The Fugitive
For dynamite suspense loaded with thrills and wicked fun, you can’t beat The Fugitive — the summer’s best action blaster. The tightly paced film is based on a drag-ass TV series that still shows up in reruns. From 1963 to 1967, dour David Janssen played Dr. Richard Kimble, who is wrongly convicted of killing his wife but escapes in order to try to catch the real culprit, a mysterious one-armed man, before the dogged Lieutenant Gerard (Barry Morse) catches him.
Now Harrison Ford steps into Jans-sen’s running shoes as the Chicago surgeon and delivers his zestiest performance since Indiana Jones. Ford’s Kimble is a guy smart enough to shake the cops, stitch his own wounds, shave his beard and dye his hair but then attract attention by forgetting to zip his fly. He’s wonderfully appealing. Tommy Lee Jones, scene stealer par excellence, plays Gerard. He’s a U.S. marshal and even more relentless about collaring Kimble than his TV counterpart. Jones is mesmerizing — comic, scary and unstoppable.
The plot puts the same minimal strain on the brain as the TV show, but writers Jeb Stuart (Die Hard) and David Twohy (Warlock) give it a fresh spin and an ending that packs a satisfying kick. The real hero of the film is director Andrew Davis, a former cinematographer whose talent for staging mayhem (The Package, Above the Law) hit new heights with last year’s Steven Seagal epic Under Siege. The Fugitive moves Davis to the front ranks of action directors, and he hasn’t gotten lofty and bloated like John McTiernan (Last Action Hero) and Walter Hill (Trespass). Davis zaps you with an escalating series of thrills that leave you breathless.
Take the film’s first major stunt: Kimble, along with three other chained convicts, is being transported to an Illinois prison by bus. The vehicle crashes and spins over, landing on railroad tracks with a speeding train visible in the distance. After trying to help a wounded guard, the bruised Kimble climbs out of the bus window only to find that the seven-car train has derailed and is hurtling toward him. The sight recalls the opening of Raiders of the Lost Ark, in which Indy races to avoid a rolling boulder. Davis manages to be playful without compromising the thunderous intensity of the scene. It’s a classic movie stunt heightened by the use of a full-size train instead of a miniature.
Davis keeps the jolts coming; Kimble leaps from a viaduct into a raging dam to escape Gerard. Minutes before, Kimble got the drop on his pursuer. ”I didn’t kill my wife,” he tells Gerard, giving up the chance to shoot the cop, who’d waste him in a instant. ”I don’t care,” says Gerard with a smile of chilling sarcasm.
For all the visceral impact, it’s the nuances of characterization that raise The Fugitive above the herd. Ford invests Kimble with the passion of a man who genuinely loved his wife, Helen, played by the beautiful Sela Ward. The flashbacks of the murder, Kimble’s struggle with the one-armed man (Andreas Katsulas) and his attempts to revive his wife as she lies bleeding in their bedroom have a piercing urgency. It also helps that Jones adds wry shadings to a cop who could have been played as a robot. Gerard can tease a young cop affectionately about his ponytail and then be willing to risk the same rookie’s life in a hostage situation He has his own curt reasoning; ”I don’t bargain.”
As Gerard chases Kimble through tunnels and streets, evocatively shot by the great cinematographer Michael Chapman (Raging Bull), it’s not a stretch to think of Victor Hugo’s Les Misérables, in which Inspector Javert shadows the blameless Jean Valjean. The Fugitive is a genre movie that earns that kind of resonance without letting it spoil the game. It’s escapism of a high order.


- WHAT YOU ARE ASKED TO DO
Transcribe each line below verbatim; pictures excluded.

- RECORD EXCERPTS

——

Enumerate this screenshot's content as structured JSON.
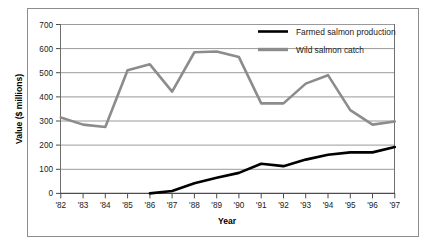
{
  "chart_data": {
    "type": "line",
    "title": "",
    "xlabel": "Year",
    "ylabel": "Value ($ millions)",
    "x": [
      "'82",
      "'83",
      "'84",
      "'85",
      "'86",
      "'87",
      "'88",
      "'89",
      "'90",
      "'91",
      "'92",
      "'93",
      "'94",
      "'95",
      "'96",
      "'97"
    ],
    "xlim": [
      0,
      15
    ],
    "ylim": [
      0,
      700
    ],
    "yticks": [
      0,
      100,
      200,
      300,
      400,
      500,
      600,
      700
    ],
    "ytick_labels": [
      "0",
      "100",
      "200",
      "300",
      "400",
      "500",
      "600",
      "700"
    ],
    "grid": "horizontal",
    "legend_position": "top-right",
    "series": [
      {
        "name": "Farmed salmon production",
        "color": "#000000",
        "linewidth": 2.6,
        "values": [
          null,
          null,
          null,
          null,
          0,
          10,
          42,
          65,
          85,
          123,
          113,
          140,
          160,
          170,
          170,
          192
        ]
      },
      {
        "name": "Wild salmon catch",
        "color": "#8c8c8c",
        "linewidth": 2.6,
        "values": [
          315,
          285,
          275,
          510,
          535,
          422,
          585,
          588,
          565,
          373,
          373,
          455,
          490,
          345,
          285,
          298
        ]
      }
    ]
  },
  "legend": {
    "items": [
      {
        "label": "Farmed salmon production",
        "color": "#000000"
      },
      {
        "label": "Wild salmon catch",
        "color": "#8c8c8c"
      }
    ]
  },
  "axes": {
    "y_title": "Value ($ millions)",
    "x_title": "Year"
  },
  "colors": {
    "farmed": "#000000",
    "wild": "#8c8c8c",
    "gridline": "#9a9a9a",
    "axis": "#4d4d4d",
    "frame": "#8d8d8d",
    "background": "#ffffff"
  }
}
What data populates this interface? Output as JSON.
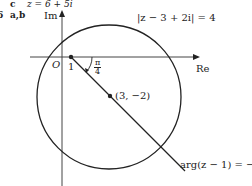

——

- YOUR SOLUTION
Enumerate this screenshot's content as structured JSON.
{
  "chart_data": {
    "type": "line",
    "title": "",
    "xlabel": "Year",
    "ylabel": "Value ($ millions)",
    "x": [
      "'82",
      "'83",
      "'84",
      "'85",
      "'86",
      "'87",
      "'88",
      "'89",
      "'90",
      "'91",
      "'92",
      "'93",
      "'94",
      "'95",
      "'96",
      "'97"
    ],
    "xlim": [
      0,
      15
    ],
    "ylim": [
      0,
      700
    ],
    "yticks": [
      0,
      100,
      200,
      300,
      400,
      500,
      600,
      700
    ],
    "ytick_labels": [
      "0",
      "100",
      "200",
      "300",
      "400",
      "500",
      "600",
      "700"
    ],
    "grid": "horizontal",
    "legend_position": "top-right",
    "series": [
      {
        "name": "Farmed salmon production",
        "color": "#000000",
        "linewidth": 2.6,
        "values": [
          null,
          null,
          null,
          null,
          0,
          10,
          42,
          65,
          85,
          123,
          113,
          140,
          160,
          170,
          170,
          192
        ]
      },
      {
        "name": "Wild salmon catch",
        "color": "#8c8c8c",
        "linewidth": 2.6,
        "values": [
          315,
          285,
          275,
          510,
          535,
          422,
          585,
          588,
          565,
          373,
          373,
          455,
          490,
          345,
          285,
          298
        ]
      }
    ]
  },
  "legend": {
    "items": [
      {
        "label": "Farmed salmon production",
        "color": "#000000"
      },
      {
        "label": "Wild salmon catch",
        "color": "#8c8c8c"
      }
    ]
  },
  "axes": {
    "y_title": "Value ($ millions)",
    "x_title": "Year"
  },
  "colors": {
    "farmed": "#000000",
    "wild": "#8c8c8c",
    "gridline": "#9a9a9a",
    "axis": "#4d4d4d",
    "frame": "#8d8d8d",
    "background": "#ffffff"
  }
}
What data populates this interface? Output as JSON.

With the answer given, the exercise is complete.